People sometimes ask me why do I choose sendmail and not Postfix (or Qmail in the old days) or even Exim since we are running a mostly Debian shop. Leaving the monolithic argument aside (which is kind of funny when most people that use it are using a monolithic kernel OS anyway) I am using sendmail because of its expressive power. I can find a way to express what I am thinking (filtering, routing, etc) in its modem noise of a programming language or milters like MIMEDefang (IIRC, there’s a wonderful PDF presentation by Ricudis on the Turing completeness of the sendmail.cf language but I have no link to it).

It is not that I have not used other MTAs. Hell, I was even running Postfix alpha versions right after it was renamed from VMailer. And occasionally I am running MeTA1 instances. But I always return to sendmail. If it does not suit you, it is OK. Pick the one MTA that can help you build the setup that you have in mind, be it Exim, Postfix, netqmail, commercial software like Exchange or CommuniGate, whatever. If it works for you and your team, then it is the right choice. Endless debates are for people who have too much free time.

However, if there is one recommendation that I can share, this is it: If you are serious about email (routing) invest some time reading the bat book. He who can understand a complex piece of software like sendmail, can guide himself through any email system.

(triggered by a brief conversation I had with a friend this afternoon)

sendmail load configuration

This post is about a neat trick that I have not seen many times discussed. According to the configuration README the default values for controlling load averages are:

  • confQUEUE_LA (QueueLA) Load average at which queue-only function kicks in. Default values is (8 * numproc) where numproc is the number of processors online (if that can be determined).
  • confREFUSE_LA (RefuseLA) Load average at which incoming SMTP connections are refused. Default values is (12 * numproc) where numproc is the number of processors online (if that can be determined).

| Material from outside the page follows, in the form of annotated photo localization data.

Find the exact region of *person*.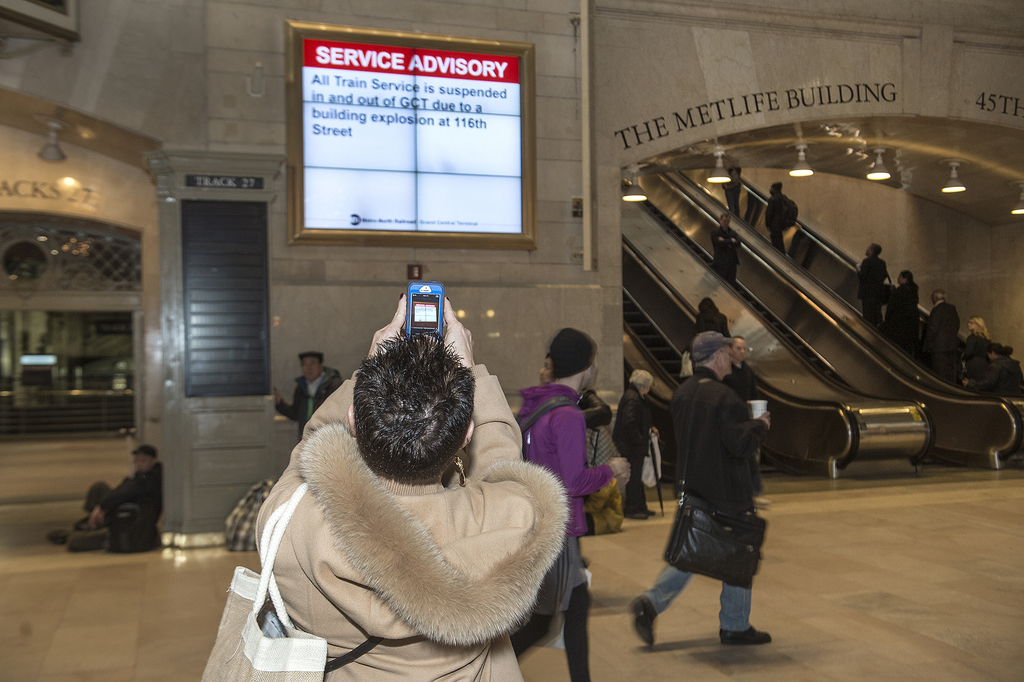
Exact region: 717 162 739 216.
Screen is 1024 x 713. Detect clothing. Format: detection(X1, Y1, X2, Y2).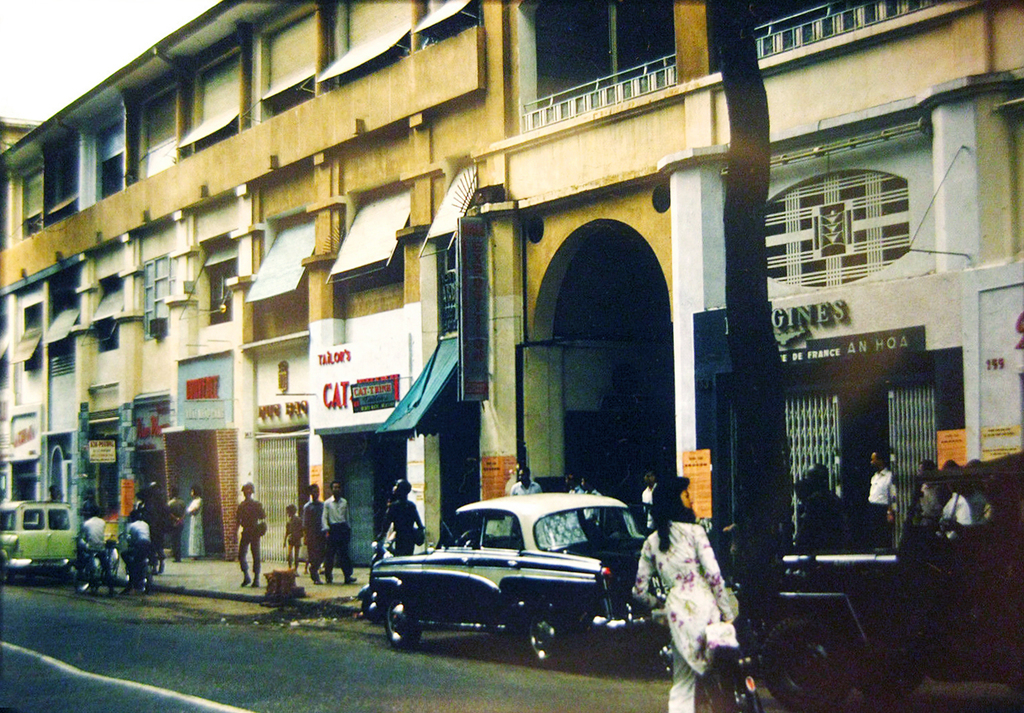
detection(120, 518, 152, 573).
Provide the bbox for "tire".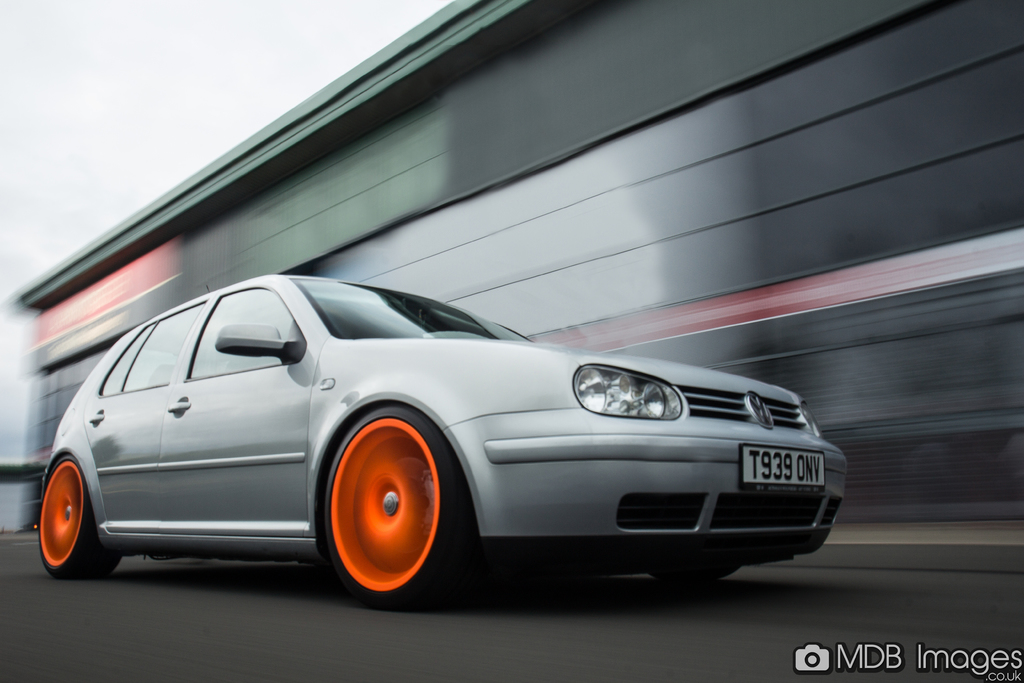
box(37, 457, 122, 582).
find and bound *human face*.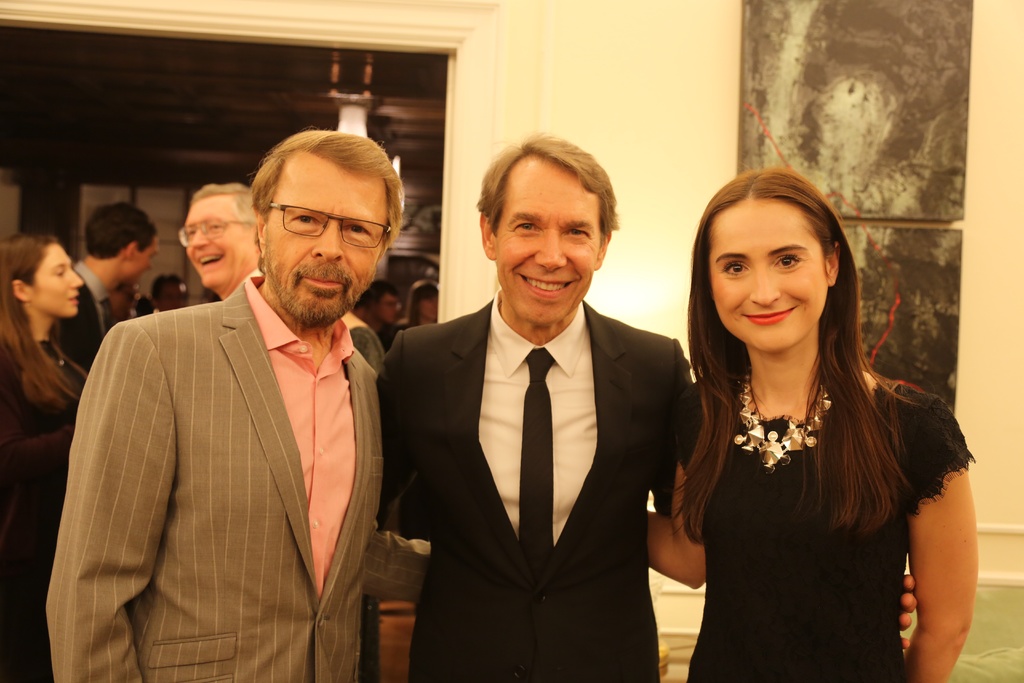
Bound: bbox=[24, 238, 83, 320].
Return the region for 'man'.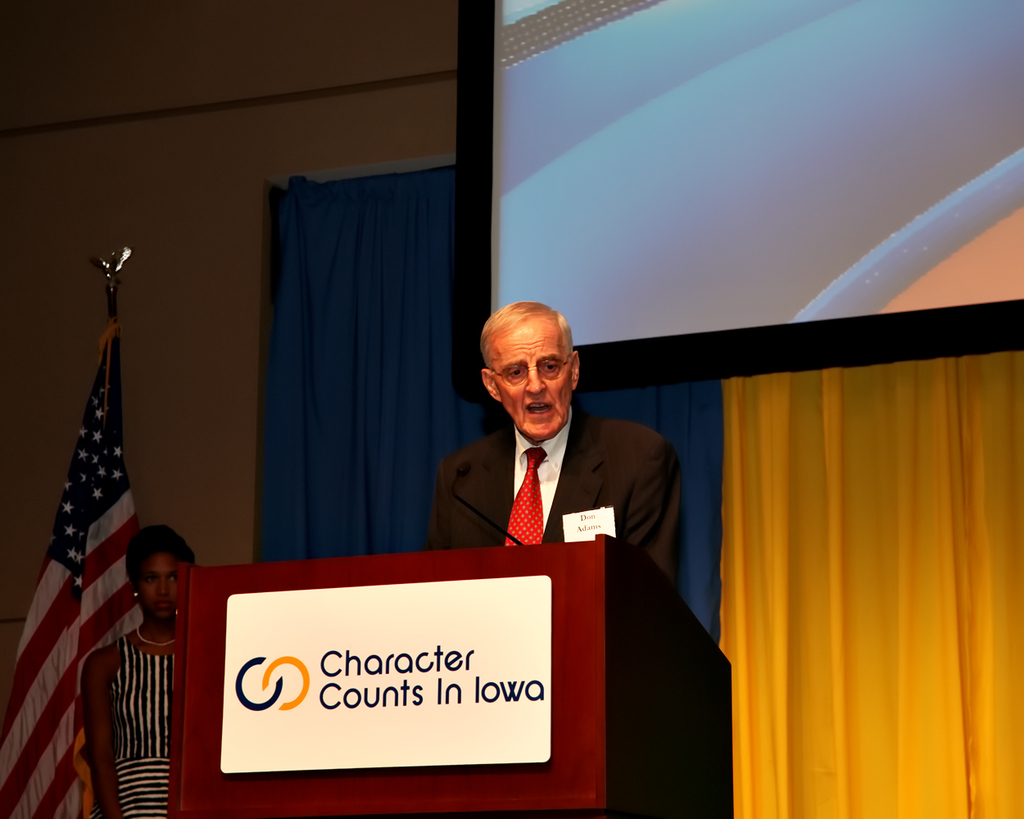
box(418, 318, 695, 601).
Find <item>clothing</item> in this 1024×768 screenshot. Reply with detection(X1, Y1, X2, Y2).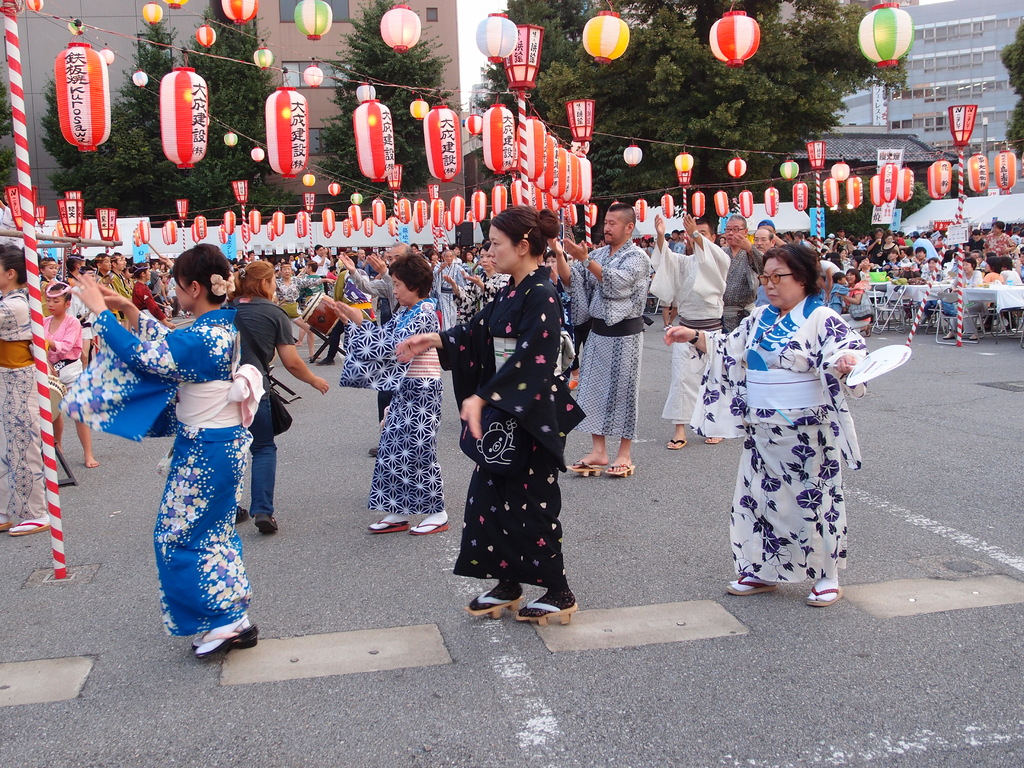
detection(223, 292, 296, 518).
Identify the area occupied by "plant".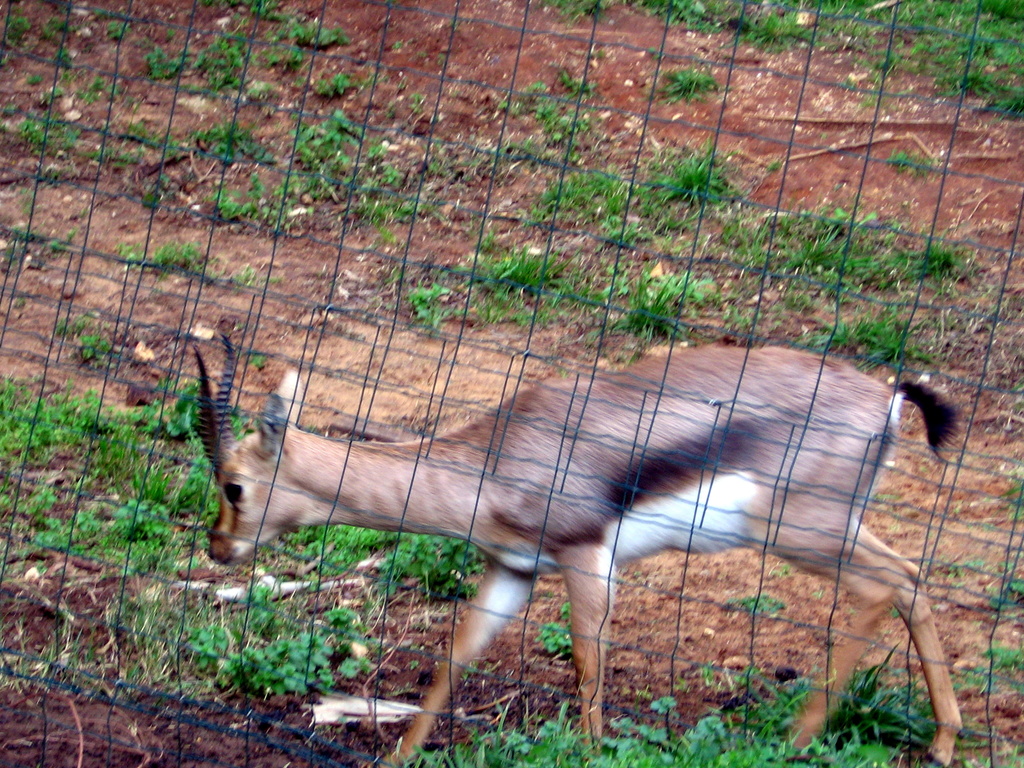
Area: detection(661, 68, 721, 102).
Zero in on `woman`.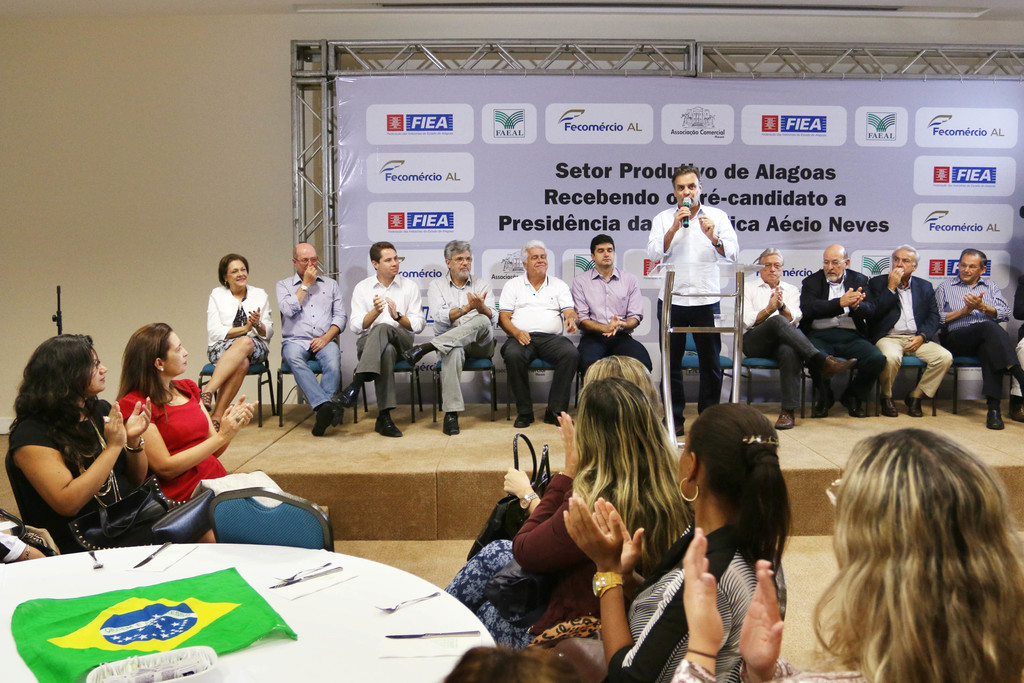
Zeroed in: bbox=(673, 425, 1023, 682).
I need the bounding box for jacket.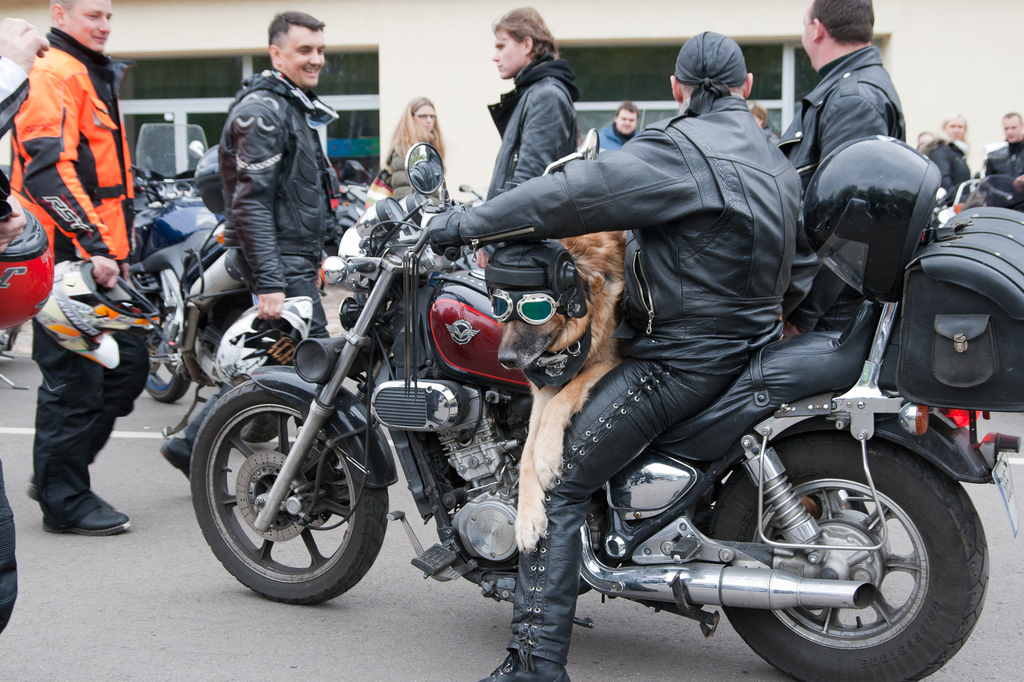
Here it is: [921,134,973,199].
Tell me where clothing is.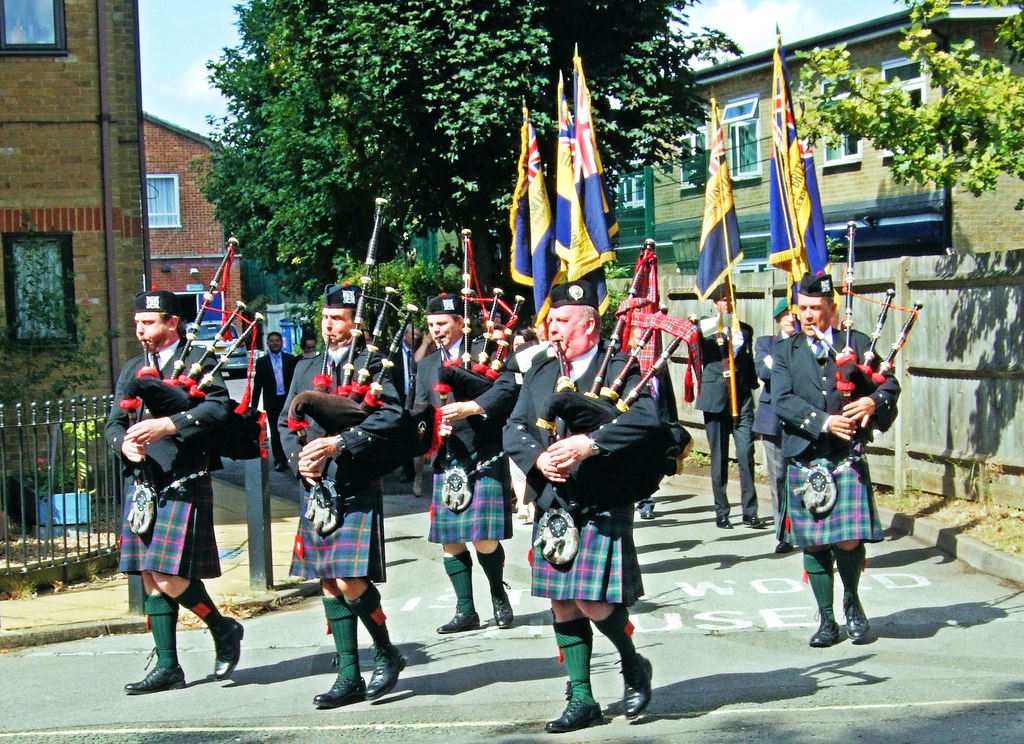
clothing is at BBox(289, 352, 317, 368).
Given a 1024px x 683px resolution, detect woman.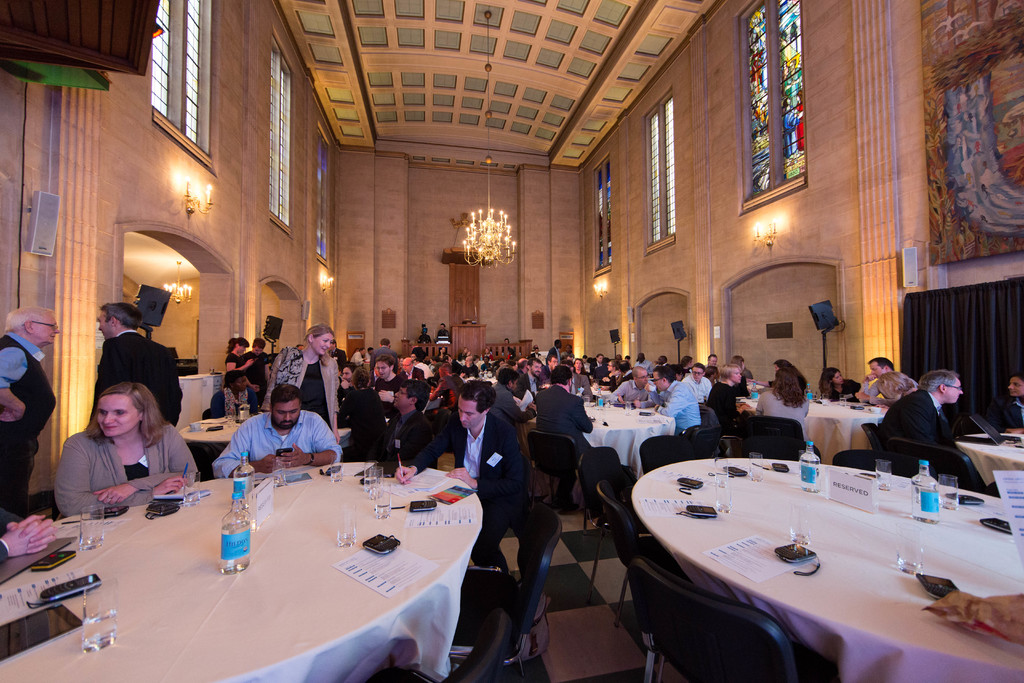
detection(708, 365, 745, 426).
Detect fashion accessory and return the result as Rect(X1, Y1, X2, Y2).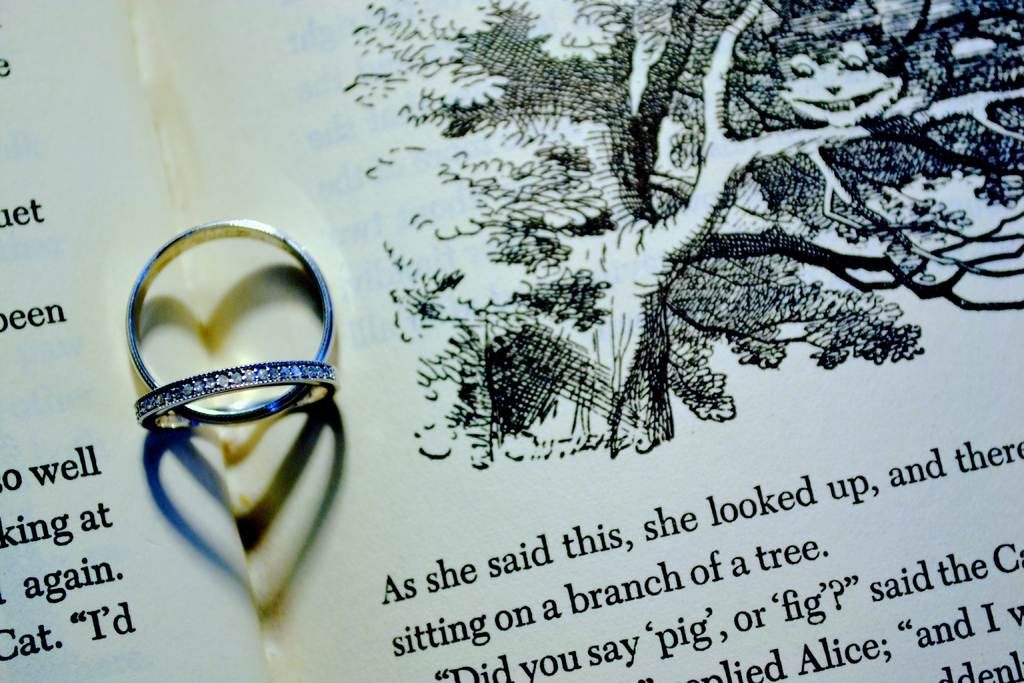
Rect(115, 210, 364, 463).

However in “Sendmail Theory and Practice” (I am a proud owner of both editions) Paul Vixie and Fred Avolio propose a different approach:

“Astute readers will note that the value shown for Ox (QueueLA) is larger than the value shown for OX (RefuseLA), and that this is opposite from the configuration files you may have seen elsewhere. Setting them as shown here gives Sendmail a range of load average in which it is capable of delivering messages from its queue but incapable of receiving new messages. This is intentional. If you set Ox to be less than OX, Sendemail has instead a range of load average in which it can receive new mail (thus adding to the queue) but cannot deliver any queued mail. We believe that mail queues should become smaller or stay the same size when the load average is high. After watching our large mail gateway computers melt down many times over the years, we have learned that it is better to let other hosts’ mail stay where it was -on other hosts- when our load average is high, than to accept it even though we don’t plan to do anything with it until load average becomes low again.”

In other words although the defaults suggest otherwise, it may be wiser to have QueueLA > RefuseLA. This piece of advice is on both the 1995 (1st) and 2002 (2nd) editions of the book. A pearl that comes from 1995 that is still relevant.